Literacy news
'Military style' education will boost prisoners' skills
3 Aug 2012
The courses for prisoners will consist of 54 hours of lessons over two weeks with more help if needed. The classes will begin in six jails as part of a drive to cut re-offending.
The new courses are to be based on a successful programme which gives new military recruits intensive maths and literacy courses relevant to their day-to-day work. Follow-up research by the National Institute of Adult Continuing Education has shown that the courses not only boosted the the recruits' basic skills but their confidence and future careers. This was true even of those who had poor experiences of learning at school.
Skills Minister John Hayes said:
We are determined to make prisons places where people learn skills to build lives beyond crime.
This pilot is about ensuring prisoners are more likely to work than commit crime when they leave.
Breaking the damaging cycle of re-offending and re-imprisonment will not only turn around the lives of countless prisoners, it will also prevent the suffering of their potential victims and reduce the burden on the taxpayer.
Business Secretary Vince Cable added:
Crime blights lives both for the offender and the victim. That is why we are piloting this programme in prisons so we can give prisoners the basic skills they need to get their lives on track.
Starting in August, six jails in North West England will pilot the programme: Manchester, Garth, Kirkham, Lancaster Farms, Styal and Altcourse. It will be rolled out in other prisons if it is successful.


### Work task
Copy out the lines beginning with the one that contains "Point out umbrella by drawing a box." and ending with the last line below, exactly as they stand. Pictures are not copied.

---------- Exercise inputs ----------

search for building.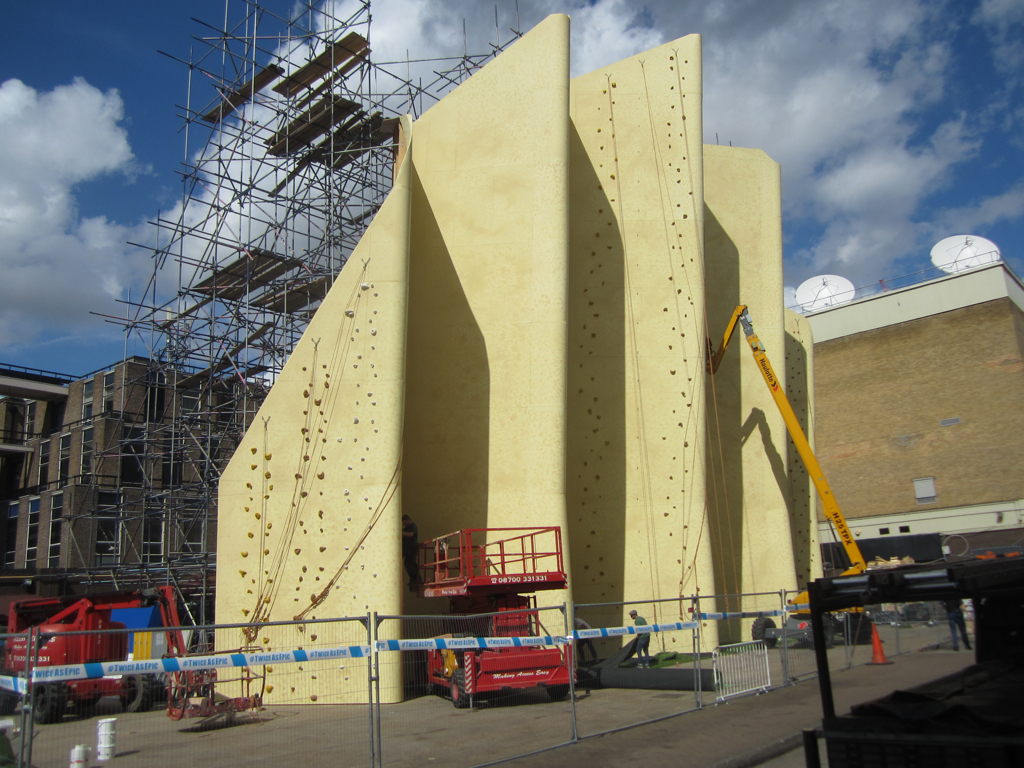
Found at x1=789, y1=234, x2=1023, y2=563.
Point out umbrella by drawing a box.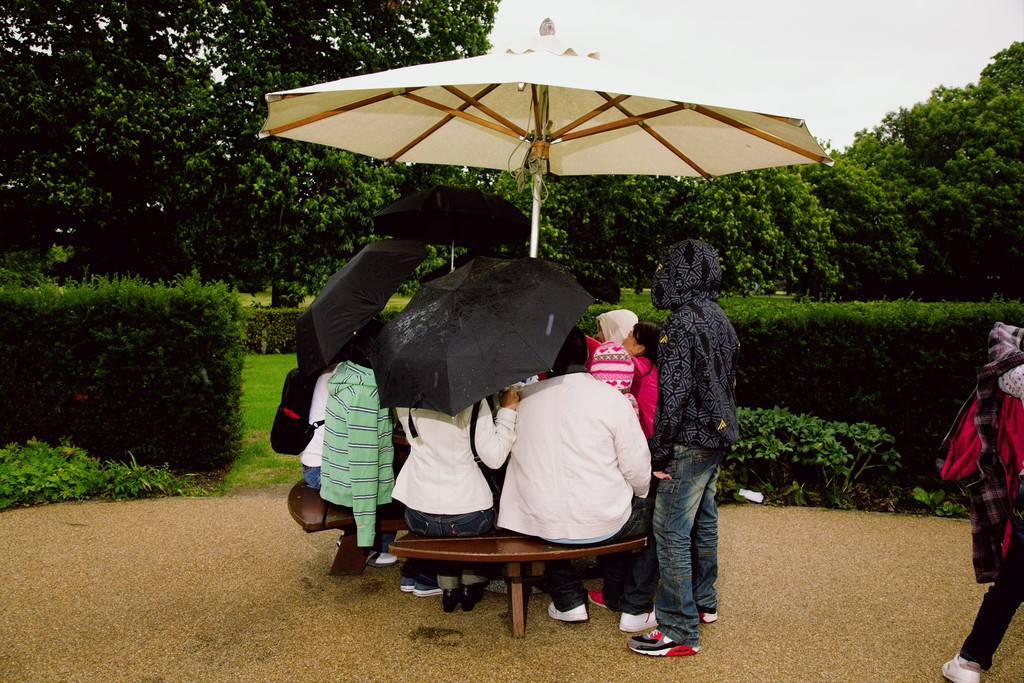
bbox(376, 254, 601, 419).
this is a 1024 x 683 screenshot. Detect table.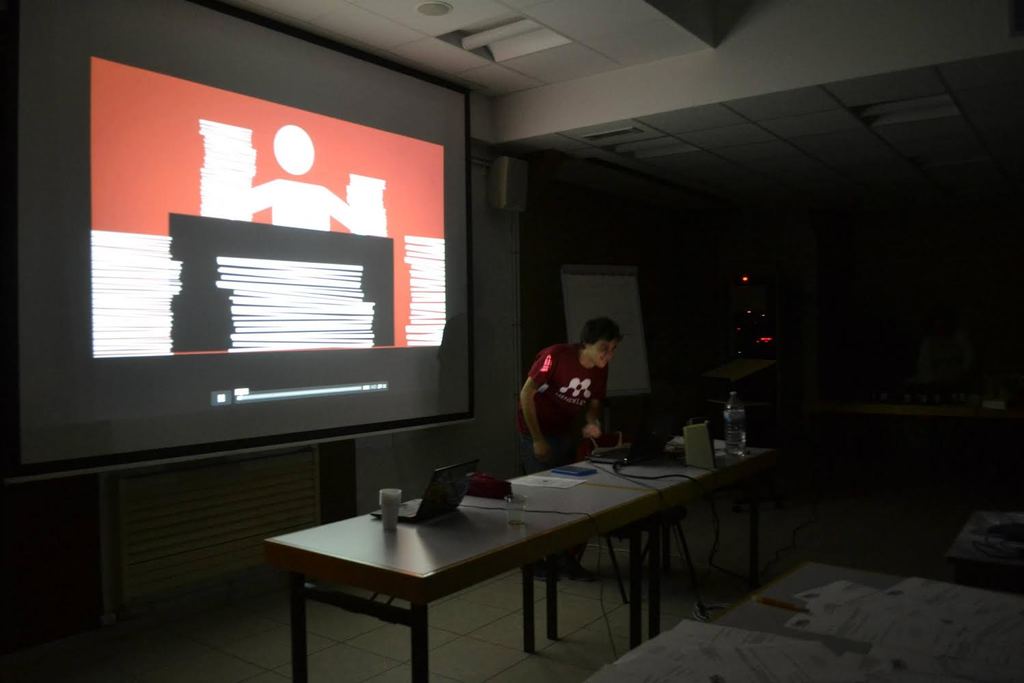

----------

### Finished exercise
Point out umbrella by drawing a box.
bbox(376, 254, 601, 419).
this is a 1024 x 683 screenshot. Detect table.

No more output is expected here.